A court decision issued Tuesday brings new uncertainty to whether nuclear materials on a Gloucester County site will be shipped to Utah or kept in place.

State Sen. Fred Madden speaks about radioactive waste at the Shieldalloy Metallurgical plant. With him are Deputy Freeholder Director Bob Damminger and resident Loretta Williams.
State Sen. Fred Madden speaks about radioactive waste at the Shieldalloy Metallurgical plant. With him are Deputy Freeholder Director Bob Damminger and resident Loretta Williams.Read moreELIZABETH ROBERTSON / Staff Photographer

A court decision issued Tuesday brings new uncertainty to whether nuclear materials on a Gloucester County site will be shipped to Utah or kept in place.

The ruling from a federal appeals court in Washington sent the question back to the federal Nuclear Regulatory Commission.

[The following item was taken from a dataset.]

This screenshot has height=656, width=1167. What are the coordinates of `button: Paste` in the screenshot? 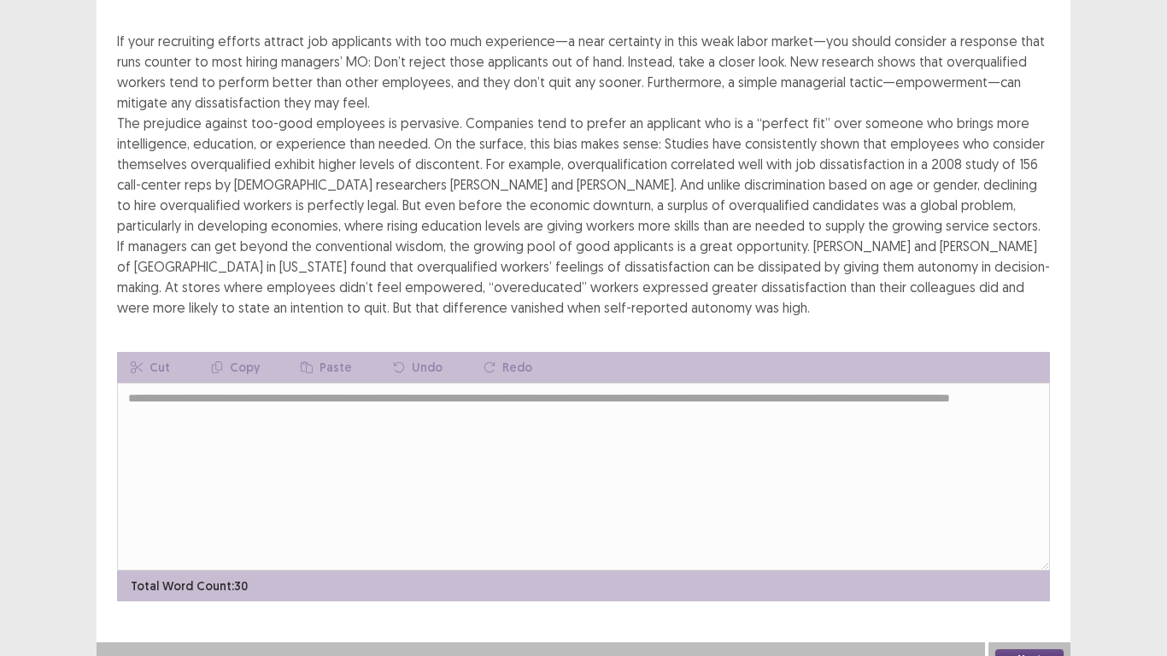 It's located at (326, 367).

The commission ruled in 2011 that New Jersey's Department of Environmental Protection would be in charge of the cleanup at the site in Newfield where Shieldalloy Metallurgical Corp. made metal alloys from 1955 until 1998. The process had a radioactive by-product.

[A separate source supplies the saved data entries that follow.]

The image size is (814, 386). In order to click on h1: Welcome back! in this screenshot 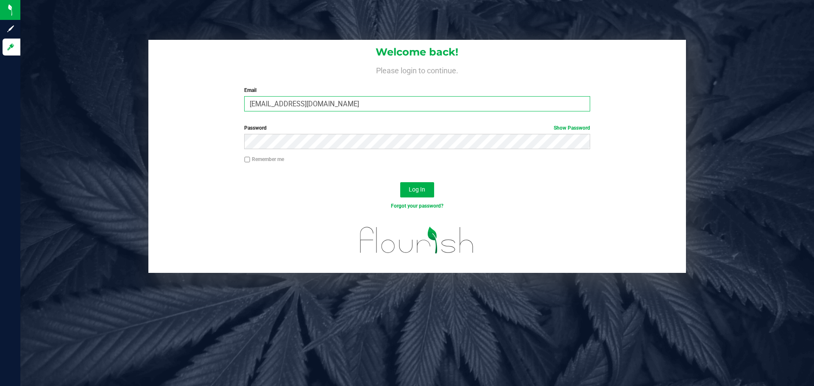, I will do `click(417, 52)`.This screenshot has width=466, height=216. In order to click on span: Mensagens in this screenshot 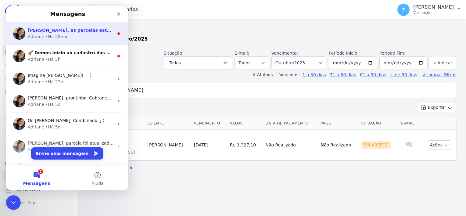, I will do `click(31, 177)`.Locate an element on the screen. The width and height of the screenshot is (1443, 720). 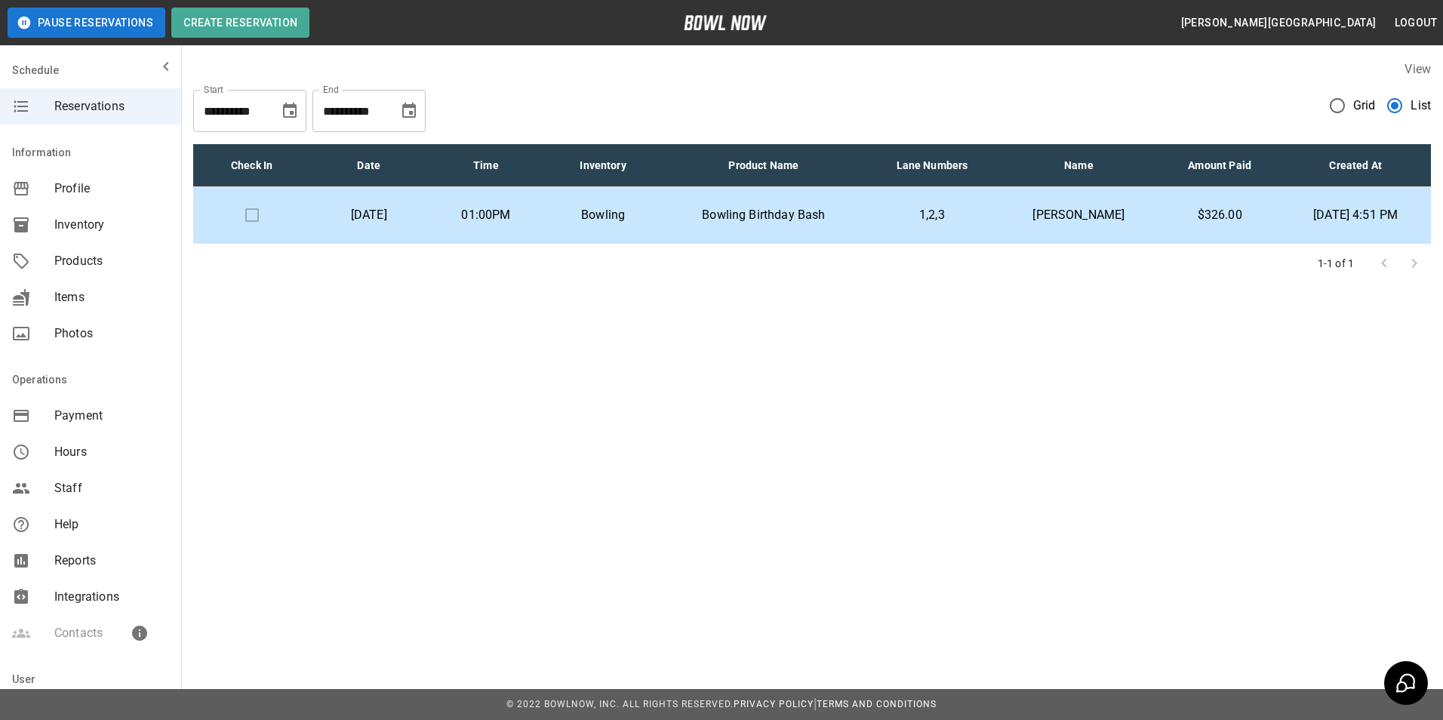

What to do with the leftover material has been the subject of litigation and regulatory battles for a decade.

The DEP has stricter regulations for handling of nuclear slag than the federal government does. The NRC agreed that the state rules should apply.

The state is seeking to have the material shipped to Utah for disposal. That option would be more costly for Shieldalloy, a subsidiary of Wayne-based Metallurg Holdings Inc., and the company says it is more dangerous.

The latest ruling does not settle the question.

Senior Circuit Judge Stephen F. Williams wrote in the majority opinion that the NRC needed to "explain itself in a way that rationally addresses the concerns," and found its decision to hand the matter off to the state to be "arbitrary and capricious," but the NRC could still decide to give authority to New Jersey regulators.

In an opinion that partially concurred and partially dissented, Judge Judith W. Rogers found that the NRC's decision was not arbitrary.